Live-service games rise and fall on how they keep expanding their worlds—and Fallout 76’s latest direction change is now official. Bethesda has confirmed the game won’t add more out-of-map Expeditions, effectively closing the chapter on that specific style of content.
The end of out-of-map Expeditions
Fallout 76 will not be getting additional Expeditions where players leave Appalachia and explore a self-contained territory. Bethesda’s development team stated there are no plans to add more “out-of-map” Expeditions in the foreseeable future, even though the game already contains two such Expeditions. Those are presented as separate destinations players travel to, complete missions in, and then return from—an approach Bethesda appears to be moving away from.
Why the Expeditions model won’t return
In an interview reported by Insider Gaming, Fallout 76 creative director Jon Rush pointed to fundamental problems with the Expeditions mechanic. The core issue is the limitation it places on what players can do once they reach the destination. Compared with Fallout 76’s main map—where players can roam freely and engage with events on their own terms—Expeditions are described as more linear: travel to the location, complete the mission, and go back.
What comes instead: more in-map expansion and new systems
While additional Expedition-style destinations may be off the table, Bethesda indicates it still plans to expand Fallout 76’s world through in-map updates. Recent years have shown how that works: the Skyline Valley update added a new region to the southern part of Appalachia, while Burning Springs expanded the western side of the map across from Point Pleasant and its Mothman cult. The practical takeaway is that future content can be accessed directly from the main map without the added step of embarking on an Expedition.

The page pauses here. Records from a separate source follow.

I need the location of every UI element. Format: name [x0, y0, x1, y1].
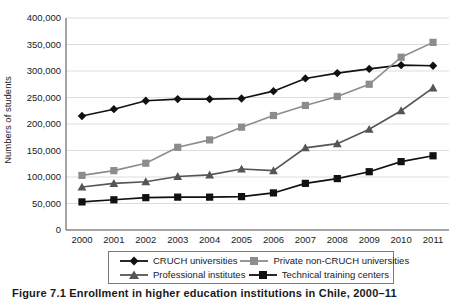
legend-row-1: CRUCH universities Private non-CRUCH uni… — [113, 254, 389, 268]
data-point-marker-triangle — [397, 106, 406, 114]
data-point-marker-square — [429, 39, 436, 46]
x-axis-tick-label: 2001 — [103, 234, 124, 245]
y-axis-tick-label: 200,000 — [27, 118, 61, 129]
data-point-marker-square — [206, 194, 213, 201]
data-point-marker-square — [142, 194, 149, 201]
data-series — [78, 39, 438, 206]
data-point-marker-triangle — [333, 139, 342, 147]
y-axis-tick-label: 250,000 — [27, 92, 61, 103]
legend-swatch-square-gray-icon — [239, 255, 269, 267]
legend-label-private-non-cruch-universities: Private non-CRUCH universities — [273, 255, 409, 267]
legend-swatch-triangle-icon — [119, 269, 149, 281]
data-point-marker-square — [78, 198, 85, 205]
figure-container: 050,000100,000150,000200,000250,000300,0… — [0, 0, 454, 299]
data-point-marker-diamond — [237, 94, 245, 102]
y-axis-tick-label: 50,000 — [32, 198, 61, 209]
legend-label-cruch-universities: CRUCH universities — [153, 255, 237, 267]
series-line — [82, 156, 433, 202]
legend-item-professional-institutes[interactable]: Professional institutes — [119, 269, 246, 281]
x-axis-tick-label: 2002 — [135, 234, 156, 245]
line-chart: 050,000100,000150,000200,000250,000300,0… — [0, 0, 454, 248]
data-point-marker-square — [78, 172, 85, 179]
data-point-marker-square — [110, 167, 117, 174]
y-axis-tick-label: 350,000 — [27, 39, 61, 50]
data-point-marker-square — [334, 175, 341, 182]
legend-swatch-square-black-icon — [248, 269, 278, 281]
x-axis-tick-label: 2006 — [263, 234, 284, 245]
x-axis-tick-labels: 2000200120022003200420052006200720082009… — [71, 234, 443, 245]
series-line — [82, 42, 433, 175]
x-axis-tick-label: 2003 — [167, 234, 188, 245]
x-axis-tick-label: 2011 — [423, 234, 443, 245]
data-point-marker-square — [366, 168, 373, 175]
y-axis-tick-label: 400,000 — [27, 12, 61, 23]
series-line — [82, 65, 433, 116]
data-point-marker-square — [366, 81, 373, 88]
data-point-marker-square — [429, 152, 436, 159]
data-point-marker-diamond — [78, 112, 86, 120]
series-cruch-universities — [78, 61, 437, 120]
x-axis-tick-label: 2004 — [199, 234, 220, 245]
x-axis-tick-label: 2009 — [359, 234, 380, 245]
data-point-marker-square — [238, 124, 245, 131]
data-point-marker-square — [398, 54, 405, 61]
x-axis-tick-label: 2010 — [391, 234, 412, 245]
data-point-marker-diamond — [365, 65, 373, 73]
legend-item-private-non-cruch-universities[interactable]: Private non-CRUCH universities — [239, 255, 409, 267]
x-axis-tick-label: 2007 — [295, 234, 316, 245]
data-point-marker-diamond — [269, 87, 277, 95]
data-point-marker-square — [206, 136, 213, 143]
data-point-marker-diamond — [429, 62, 437, 70]
series-technical-training-centers — [78, 152, 436, 205]
x-axis-tick-label: 2000 — [71, 234, 92, 245]
data-point-marker-square — [238, 193, 245, 200]
legend-item-technical-training-centers[interactable]: Technical training centers — [248, 269, 389, 281]
data-point-marker-diamond — [333, 69, 341, 77]
figure-caption: Figure 7.1 Enrollment in higher educatio… — [12, 287, 442, 299]
legend-swatch-diamond-icon — [119, 255, 149, 267]
legend-label-professional-institutes: Professional institutes — [153, 269, 245, 281]
y-axis-tick-label: 150,000 — [27, 145, 61, 156]
x-axis-tick-label: 2008 — [327, 234, 348, 245]
data-point-marker-diamond — [174, 95, 182, 103]
data-point-marker-square — [142, 160, 149, 167]
chart-legend: CRUCH universities Private non-CRUCH uni… — [108, 251, 394, 284]
data-point-marker-triangle — [429, 84, 438, 92]
y-axis-tick-labels: 050,000100,000150,000200,000250,000300,0… — [27, 12, 61, 235]
data-point-marker-square — [174, 144, 181, 151]
data-point-marker-square — [334, 93, 341, 100]
x-axis-tick-label: 2005 — [231, 234, 252, 245]
data-point-marker-square — [110, 196, 117, 203]
y-axis-title: Numbers of students — [2, 76, 13, 164]
data-point-marker-square — [302, 180, 309, 187]
legend-item-cruch-universities[interactable]: CRUCH universities — [119, 255, 237, 267]
data-point-marker-diamond — [205, 95, 213, 103]
series-private-non-cruch-universities — [78, 39, 436, 179]
y-axis-tick-label: 0 — [56, 224, 61, 235]
series-professional-institutes — [78, 84, 438, 191]
legend-label-technical-training-centers: Technical training centers — [282, 269, 389, 281]
data-point-marker-square — [302, 102, 309, 109]
data-point-marker-square — [174, 194, 181, 201]
gridlines — [66, 18, 449, 204]
legend-row-2: Professional institutes Technical traini… — [113, 268, 389, 282]
data-point-marker-square — [270, 112, 277, 119]
data-point-marker-diamond — [110, 105, 118, 113]
y-axis-tick-label: 300,000 — [27, 65, 61, 76]
data-point-marker-square — [398, 158, 405, 165]
data-point-marker-diamond — [301, 74, 309, 82]
data-point-marker-diamond — [397, 61, 405, 69]
data-point-marker-triangle — [365, 125, 374, 133]
y-axis-tick-label: 100,000 — [27, 171, 61, 182]
data-point-marker-square — [270, 189, 277, 196]
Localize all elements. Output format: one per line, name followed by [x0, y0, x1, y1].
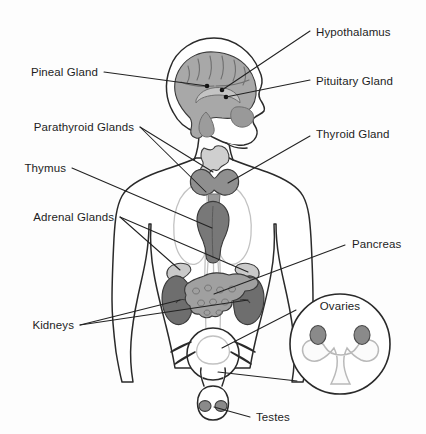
label-kidneys: Kidneys: [32, 319, 74, 331]
label-testes: Testes: [256, 411, 290, 423]
label-pineal-gland: Pineal Gland: [31, 66, 98, 78]
diagram-canvas: Hypothalamus Pituitary Gland Thyroid Gla…: [0, 0, 426, 434]
cerebellum: [231, 107, 254, 127]
bladder-outline: [197, 336, 230, 364]
label-pancreas: Pancreas: [352, 238, 402, 250]
label-adrenal-glands: Adrenal Glands: [33, 211, 114, 223]
label-thymus: Thymus: [25, 162, 67, 174]
label-parathyroid-glands: Parathyroid Glands: [34, 121, 134, 133]
right-ovary-shape: [354, 326, 370, 345]
endocrine-system-diagram: Hypothalamus Pituitary Gland Thyroid Gla…: [0, 0, 426, 434]
left-testis-shape: [199, 401, 211, 412]
label-pituitary-gland: Pituitary Gland: [316, 75, 393, 87]
label-hypothalamus: Hypothalamus: [316, 26, 391, 38]
left-ovary-shape: [310, 326, 326, 345]
label-thyroid-gland: Thyroid Gland: [316, 128, 390, 140]
label-ovaries: Ovaries: [320, 300, 360, 312]
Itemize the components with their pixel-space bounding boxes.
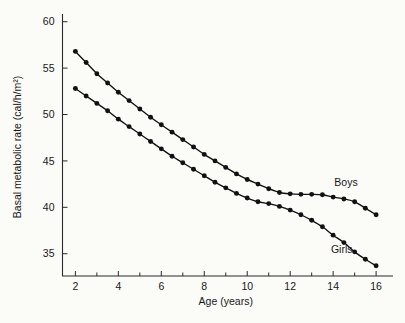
x-tick-label-2: 2 <box>72 280 78 292</box>
series-label-boys: Boys <box>334 176 357 188</box>
data-point-girls-8 <box>202 173 207 178</box>
data-point-boys-4 <box>116 90 121 95</box>
x-tick-label-6: 6 <box>158 280 164 292</box>
basal-metabolic-rate-chart: 354045505560246810121416Age (years)Basal… <box>0 0 405 323</box>
data-point-girls-10.5 <box>256 199 261 204</box>
data-point-girls-5.5 <box>148 139 153 144</box>
data-point-boys-7 <box>180 137 185 142</box>
data-point-girls-16 <box>374 263 379 268</box>
data-point-boys-14.5 <box>341 197 346 202</box>
data-point-girls-14 <box>331 233 336 238</box>
data-point-boys-14 <box>331 195 336 200</box>
data-point-girls-2 <box>73 86 78 91</box>
series-label-girls: Girls <box>331 243 353 255</box>
data-point-boys-4.5 <box>127 98 132 103</box>
x-tick-label-14: 14 <box>327 280 339 292</box>
series-girls <box>73 86 379 268</box>
data-point-boys-13.5 <box>320 192 325 197</box>
data-point-girls-3 <box>94 101 99 106</box>
data-point-boys-15.5 <box>363 206 368 211</box>
data-point-boys-11 <box>266 186 271 191</box>
series-boys <box>73 49 379 217</box>
data-point-boys-8.5 <box>213 158 218 163</box>
data-point-girls-7 <box>180 160 185 165</box>
data-point-boys-9.5 <box>234 171 239 176</box>
data-point-boys-5.5 <box>148 115 153 120</box>
y-tick-label-55: 55 <box>43 62 55 74</box>
data-point-boys-8 <box>202 152 207 157</box>
data-point-boys-16 <box>374 212 379 217</box>
data-point-boys-10 <box>245 177 250 182</box>
data-point-boys-6 <box>159 122 164 127</box>
data-point-girls-4 <box>116 117 121 122</box>
data-point-boys-3.5 <box>105 81 110 86</box>
chart-canvas: 354045505560246810121416Age (years)Basal… <box>0 0 405 323</box>
y-tick-label-60: 60 <box>43 15 55 27</box>
data-point-girls-3.5 <box>105 108 110 113</box>
data-point-girls-13 <box>309 218 314 223</box>
data-point-girls-9.5 <box>234 191 239 196</box>
x-tick-label-8: 8 <box>201 280 207 292</box>
x-tick-label-10: 10 <box>241 280 253 292</box>
data-point-girls-11.5 <box>277 204 282 209</box>
data-point-boys-12 <box>288 191 293 196</box>
data-point-boys-7.5 <box>191 145 196 150</box>
data-point-girls-6 <box>159 146 164 151</box>
axis-spines <box>63 14 394 276</box>
x-tick-label-16: 16 <box>370 280 382 292</box>
data-point-girls-12 <box>288 208 293 213</box>
data-point-girls-15 <box>352 249 357 254</box>
data-point-girls-11 <box>266 201 271 206</box>
data-point-girls-15.5 <box>363 257 368 262</box>
x-axis-title: Age (years) <box>199 295 253 307</box>
x-tick-label-12: 12 <box>284 280 296 292</box>
y-tick-label-45: 45 <box>43 155 55 167</box>
y-tick-label-40: 40 <box>43 201 55 213</box>
data-point-boys-15 <box>352 199 357 204</box>
data-point-girls-7.5 <box>191 167 196 172</box>
data-point-boys-9 <box>223 165 228 170</box>
data-point-girls-13.5 <box>320 224 325 229</box>
data-point-boys-3 <box>94 71 99 76</box>
data-point-girls-5 <box>137 132 142 137</box>
data-point-boys-10.5 <box>256 182 261 187</box>
data-point-girls-12.5 <box>298 212 303 217</box>
data-point-girls-4.5 <box>127 124 132 129</box>
x-tick-label-4: 4 <box>115 280 121 292</box>
data-point-girls-2.5 <box>84 94 89 99</box>
data-point-boys-5 <box>137 107 142 112</box>
data-point-girls-9 <box>223 185 228 190</box>
y-axis-title: Basal metabolic rate (cal/h/m²) <box>11 76 23 218</box>
y-tick-label-50: 50 <box>43 108 55 120</box>
y-tick-label-35: 35 <box>43 247 55 259</box>
data-point-girls-6.5 <box>170 154 175 159</box>
data-point-girls-8.5 <box>213 180 218 185</box>
data-point-boys-13 <box>309 192 314 197</box>
data-point-boys-6.5 <box>170 130 175 135</box>
data-point-boys-11.5 <box>277 190 282 195</box>
data-point-boys-2.5 <box>84 60 89 65</box>
data-point-boys-12.5 <box>298 192 303 197</box>
series-line-girls <box>75 89 376 266</box>
data-point-boys-2 <box>73 49 78 54</box>
data-point-girls-10 <box>245 196 250 201</box>
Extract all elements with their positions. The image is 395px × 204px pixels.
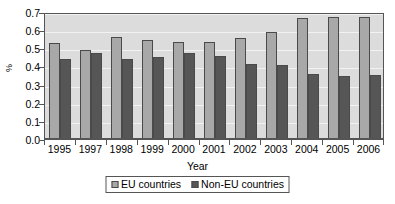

The Expeditions that already exist
Fallout 76’s out-of-map Expeditions so far include Expeditions: The Pitt (September 2022) and Expeditions: Atlantic City (December 2023). The first sends players back to The Pitt, based on the Pittsburgh setting from Fallout 3’s DLC of the same name. The second takes players to Atlantic City, featuring access to the Pine Barrens and the local cryptid known as the Jersey Devil.
Key points
- Bethesda says Fallout 76 has no plans for additional out-of-map Expeditions.
- The Expeditions format is considered too limiting compared with free-roam play on the main map.
- Future growth is expected to focus on in-map expansions rather than separate destinations.
- The game’s existing out-of-map Expeditions are The Pitt and Atlantic City.
Confirmed out-of-map Expeditions in Fallout 76
| Expedition | Region/Theme | When it launched |
|---|---|---|
| Expeditions: The Pitt | The Pitt (Pittsburgh setting from Fallout 3 DLC) | September 2022 |
| Expeditions: Atlantic City | Atlantic City, including the Pine Barrens and Jersey Devil | December 2023 |
Expert View
This signals a strategic pivot for Fallout 76: Bethesda is likely prioritizing content that stays integrated with Appalachia rather than investing in separate, mission-driven destination loops. For the community, it reduces the odds of new “destination” content that changes how players structure their sessions, but it also points toward easier access—updates that arrive on the main map without requiring separate Expedition entry. In the competitive gaming ecosystem, that matters because it reshapes what players return for: ongoing world expansion and systems (like recent pet-related updates) over new, self-contained modes.